The big takeaway from their research is that photons, which normally don't interact with one another, can be forced to bunch into pairs or triplets when they're passed through a hyper-cooled cloud of rubidium atoms, where the photons bounce from atom to atom like pinballs. These photons temporarily form a "polaritron," a hybrid between a photon and an atom, when passing by the rubidium atoms.

When two photons join with the same atom, they can become tethered together and break away from the atom with their bond still intact, forming tiny groups of photons that "remember" the process that formed them: according to co-author Sergio Cantu, "When photons go through the medium, anything that happens in the medium, they 'remember' when they get out."

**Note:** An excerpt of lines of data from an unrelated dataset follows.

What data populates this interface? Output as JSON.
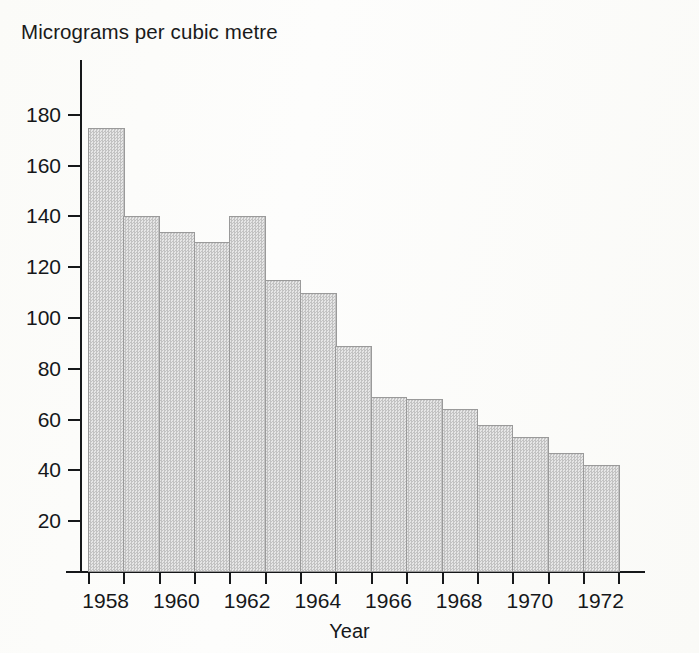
{
  "chart_data": {
    "type": "bar",
    "title": "Micrograms per cubic metre",
    "subtitle": "",
    "xlabel": "Year",
    "ylabel": "Micrograms per cubic metre",
    "categories": [
      1958,
      1959,
      1960,
      1961,
      1962,
      1963,
      1964,
      1965,
      1966,
      1967,
      1968,
      1969,
      1970,
      1971,
      1972
    ],
    "values": [
      175,
      140,
      134,
      130,
      140,
      115,
      110,
      89,
      69,
      68,
      64,
      58,
      53,
      47,
      42
    ],
    "series": [
      {
        "name": "Smoke concentration",
        "values": [
          175,
          140,
          134,
          130,
          140,
          115,
          110,
          89,
          69,
          68,
          64,
          58,
          53,
          47,
          42
        ]
      }
    ],
    "ylim": [
      0,
      190
    ],
    "xlim": [
      1958,
      1973
    ],
    "y_ticks": [
      20,
      40,
      60,
      80,
      100,
      120,
      140,
      160,
      180
    ],
    "y_tick_labels": [
      "20",
      "40",
      "60",
      "80",
      "100",
      "120",
      "140",
      "160",
      "180"
    ],
    "x_tick_labels": [
      "1958",
      "1960",
      "1962",
      "1964",
      "1966",
      "1968",
      "1970",
      "1972"
    ],
    "x_tick_values": [
      1958,
      1960,
      1962,
      1964,
      1966,
      1968,
      1970,
      1972
    ],
    "grid": false,
    "legend": false,
    "legend_position": "none",
    "bar_fill_color": "#d3d3d3",
    "bar_edge_color": "#9a9a9a",
    "axis_color": "#16181a",
    "background_color": "#fdfdfb"
  },
  "labels": {
    "title": "Micrograms per cubic metre",
    "x_axis_title": "Year"
  }
}
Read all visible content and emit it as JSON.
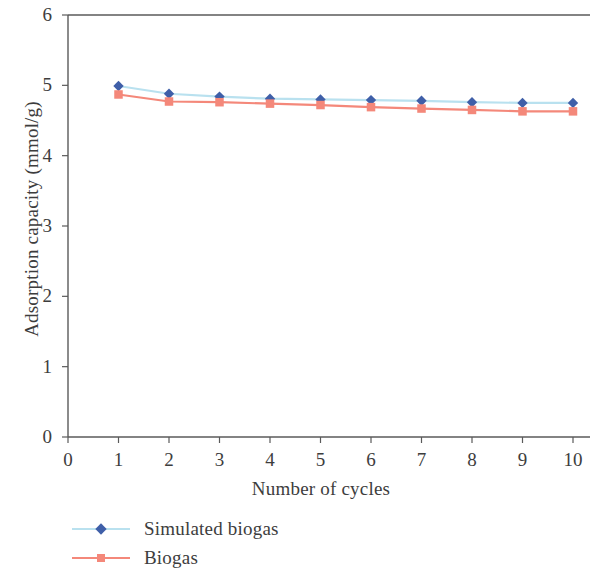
{
  "chart_data": {
    "type": "line",
    "title": "",
    "xlabel": "Number of cycles",
    "ylabel": "Adsorption capacity (mmol/g)",
    "xlim": [
      0,
      10
    ],
    "ylim": [
      0,
      6
    ],
    "xticks": [
      "0",
      "1",
      "2",
      "3",
      "4",
      "5",
      "6",
      "7",
      "8",
      "9",
      "10"
    ],
    "yticks": [
      "0",
      "1",
      "2",
      "3",
      "4",
      "5",
      "6"
    ],
    "grid": false,
    "legend_position": "below-axes-left",
    "x": [
      1,
      2,
      3,
      4,
      5,
      6,
      7,
      8,
      9,
      10
    ],
    "series": [
      {
        "name": "Simulated biogas",
        "color": "#3f5fa8",
        "line_color": "#b9e1ef",
        "marker": "diamond",
        "values": [
          4.99,
          4.88,
          4.84,
          4.81,
          4.8,
          4.79,
          4.78,
          4.76,
          4.75,
          4.75
        ]
      },
      {
        "name": "Biogas",
        "color": "#f4887a",
        "line_color": "#f4887a",
        "marker": "square",
        "values": [
          4.87,
          4.77,
          4.76,
          4.74,
          4.72,
          4.69,
          4.67,
          4.65,
          4.63,
          4.63
        ]
      }
    ]
  },
  "axes": {
    "frame_color": "#5a5a5a"
  },
  "legend": {
    "items": [
      {
        "label": "Simulated biogas"
      },
      {
        "label": "Biogas"
      }
    ]
  }
}
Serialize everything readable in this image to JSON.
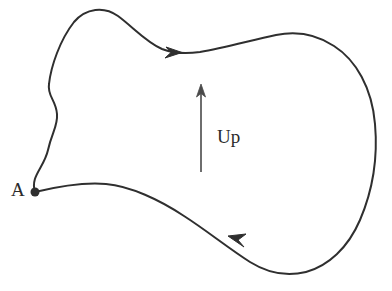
{
  "figure": {
    "kind": "closed-loop-diagram",
    "background_color": "#ffffff",
    "stroke_color": "#2f2f2f",
    "canvas": {
      "width": 392,
      "height": 291
    },
    "labels": {
      "point_a": "A",
      "up_direction": "Up"
    },
    "point_marker": {
      "name": "A",
      "x": 35,
      "y": 192,
      "radius": 4
    },
    "up_arrow": {
      "label": "Up",
      "x": 201,
      "tail_y": 172,
      "tip_y": 85,
      "direction": "up"
    },
    "direction_arrows": [
      {
        "name": "top-arrow",
        "x": 178,
        "y": 52,
        "points": "right"
      },
      {
        "name": "bottom-arrow",
        "x": 232,
        "y": 240,
        "points": "left"
      }
    ],
    "loop_path": "M 35 192 C 30 176 44 168 48 150 C 52 132 58 126 57 114 C 56 100 47 96 49 84 C 51 66 60 40 74 22 C 86 8 104 6 118 16 C 134 28 146 42 162 49 C 172 53 186 54 200 52 C 224 48 252 40 276 35 C 296 31 316 34 334 46 C 356 60 372 88 375 124 C 378 158 372 192 360 220 C 348 248 328 266 306 272 C 286 277 266 272 250 262 C 228 248 206 230 184 216 C 160 200 130 186 106 184 C 84 182 60 186 35 192 Z"
  }
}
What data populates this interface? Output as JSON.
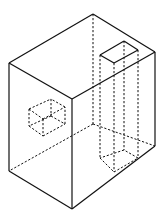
{
  "diagram": {
    "type": "isometric-solid",
    "line_color": "#111111",
    "background": "#ffffff",
    "outer_block": {
      "visible_edges": [
        [
          9,
          63,
          93,
          14
        ],
        [
          93,
          14,
          155,
          52
        ],
        [
          155,
          52,
          72,
          99
        ],
        [
          72,
          99,
          9,
          63
        ],
        [
          9,
          63,
          9,
          171
        ],
        [
          72,
          99,
          72,
          209
        ],
        [
          155,
          52,
          155,
          146
        ],
        [
          9,
          171,
          72,
          209
        ],
        [
          72,
          209,
          155,
          146
        ]
      ],
      "hidden_edges": [
        [
          93,
          14,
          93,
          124
        ],
        [
          93,
          124,
          9,
          171
        ],
        [
          93,
          124,
          155,
          146
        ]
      ]
    },
    "through_hole": {
      "top_opening": [
        [
          100,
          55
        ],
        [
          124,
          41
        ],
        [
          138,
          50
        ],
        [
          114,
          63
        ]
      ],
      "hidden_edges": [
        [
          100,
          55,
          100,
          158
        ],
        [
          114,
          63,
          114,
          172
        ],
        [
          124,
          41,
          124,
          150
        ],
        [
          138,
          50,
          138,
          156
        ],
        [
          100,
          158,
          114,
          172
        ],
        [
          114,
          172,
          138,
          158
        ],
        [
          138,
          158,
          124,
          150
        ],
        [
          124,
          150,
          100,
          158
        ]
      ]
    },
    "side_cavity": {
      "hidden_edges": [
        [
          29,
          109,
          51,
          99
        ],
        [
          51,
          99,
          51,
          116
        ],
        [
          29,
          109,
          29,
          126
        ],
        [
          29,
          126,
          43,
          136
        ],
        [
          43,
          136,
          65,
          124
        ],
        [
          65,
          124,
          65,
          107
        ],
        [
          65,
          107,
          51,
          99
        ],
        [
          29,
          109,
          43,
          119
        ],
        [
          43,
          119,
          65,
          107
        ],
        [
          43,
          119,
          43,
          136
        ],
        [
          51,
          116,
          29,
          126
        ],
        [
          51,
          116,
          65,
          124
        ]
      ]
    }
  }
}
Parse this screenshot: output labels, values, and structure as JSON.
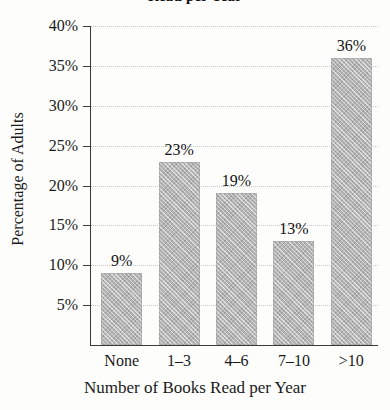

This means scientists can create "novel quantum states of light and quantum entanglement on demand." Einstein's least-favorite physics phenomenon (he called it "spooky action at a distance"), quantum entanglement occurs when two particles become linked, so that when one changes, the other does, too.

Even if the particles are separated and placed extremely far apart, you can always know the state of both particles by looking at only one, and even "send" messages by changing the state of one of them.

If you assemble enough of these entangled particles, you can start to encode data by using them like bits in a normal computer. This is where the quantum computing angle comes in-with entangled photons, data could be transmitted between the particles almost instantaneously.

So, to sum up: Quantum computers of the future may operate using entangled particles of light.

Even seemingly intractable optimization problems may be solved in seconds using this type of computing, while modern supercomputers (operating on lame, regular circuits) might take hundreds of years. No wonder Google is interested in gaining "quantum supremacy."